Material to process —
Content starts

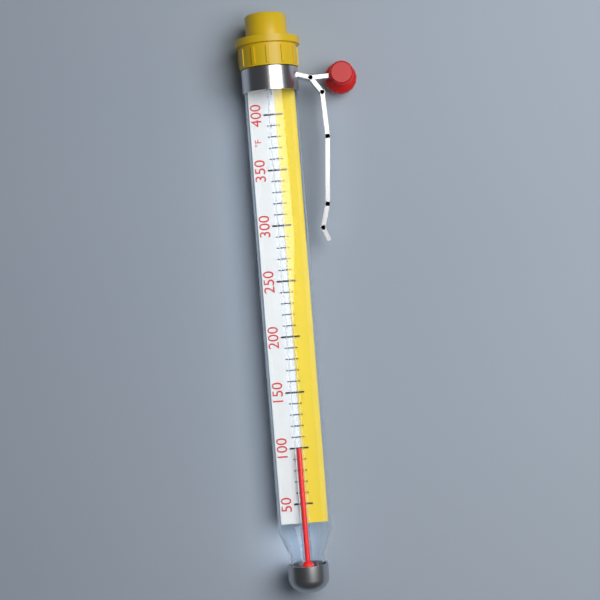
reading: 100 °F
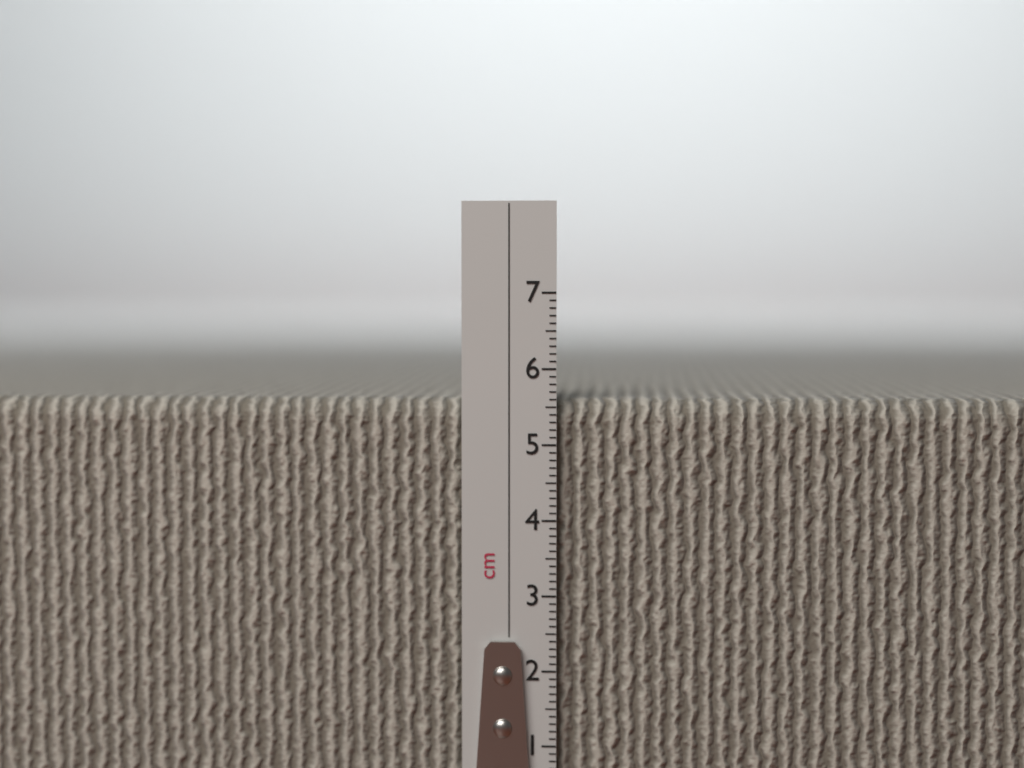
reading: 5.6 cm
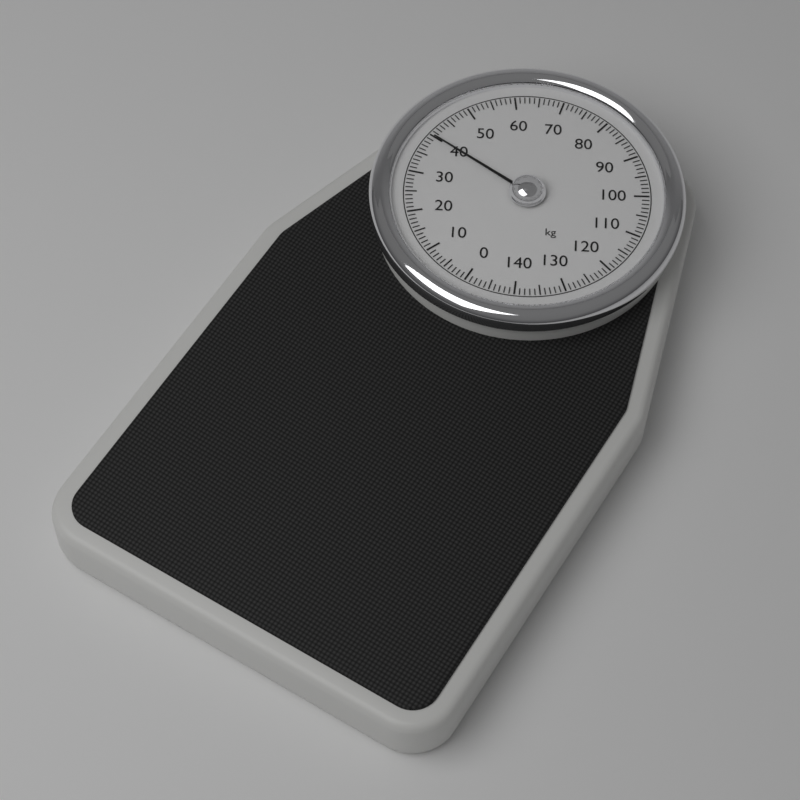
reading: 40 kg
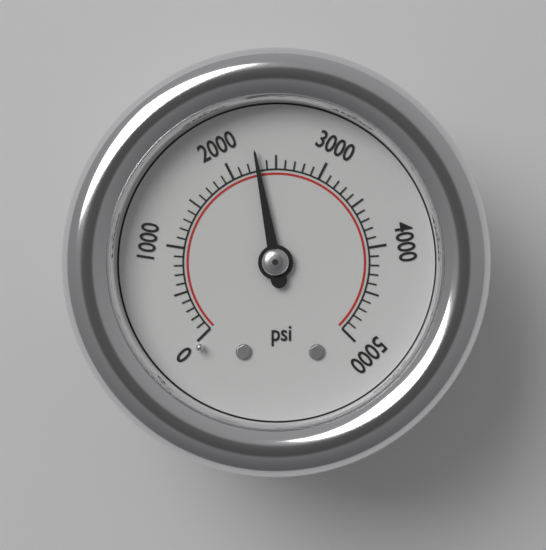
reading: 2300 psi
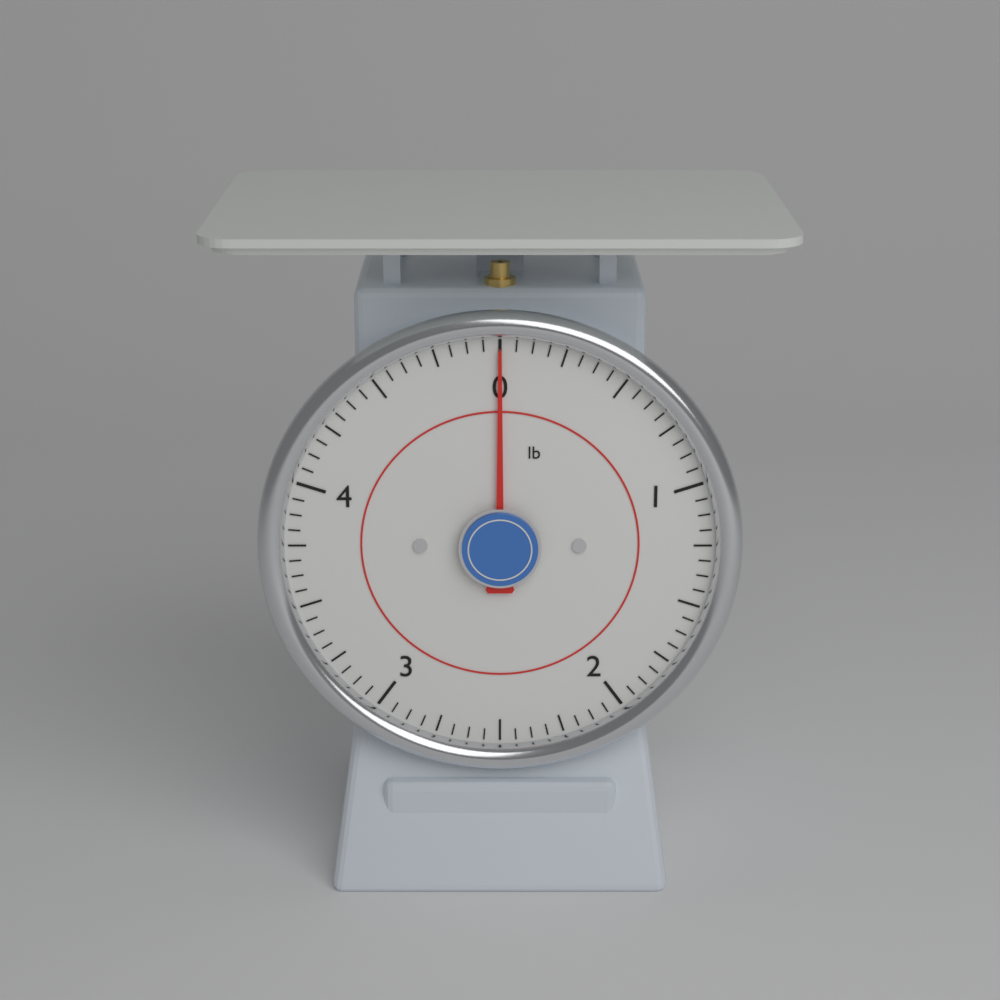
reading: 0.0000 lb
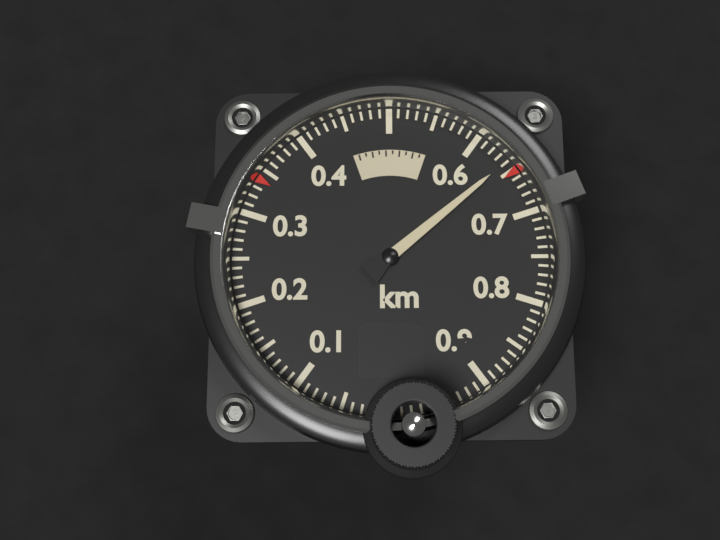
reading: 0.64 km
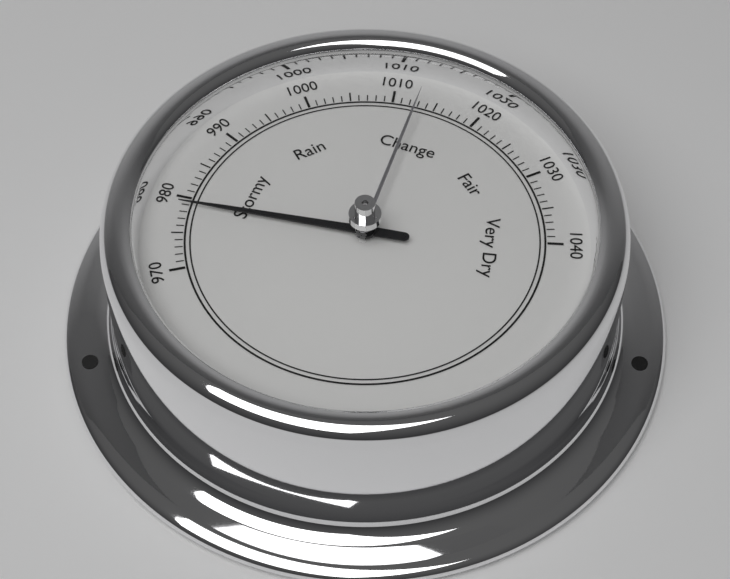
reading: 979 (no unit)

Content ends

Activity —
The response must restate each line of the material above exactly and contain no images.

Finished task —
reading: 100 °F
reading: 5.6 cm
reading: 40 kg
reading: 2300 psi
reading: 0.0000 lb
reading: 0.64 km
reading: 979 (no unit)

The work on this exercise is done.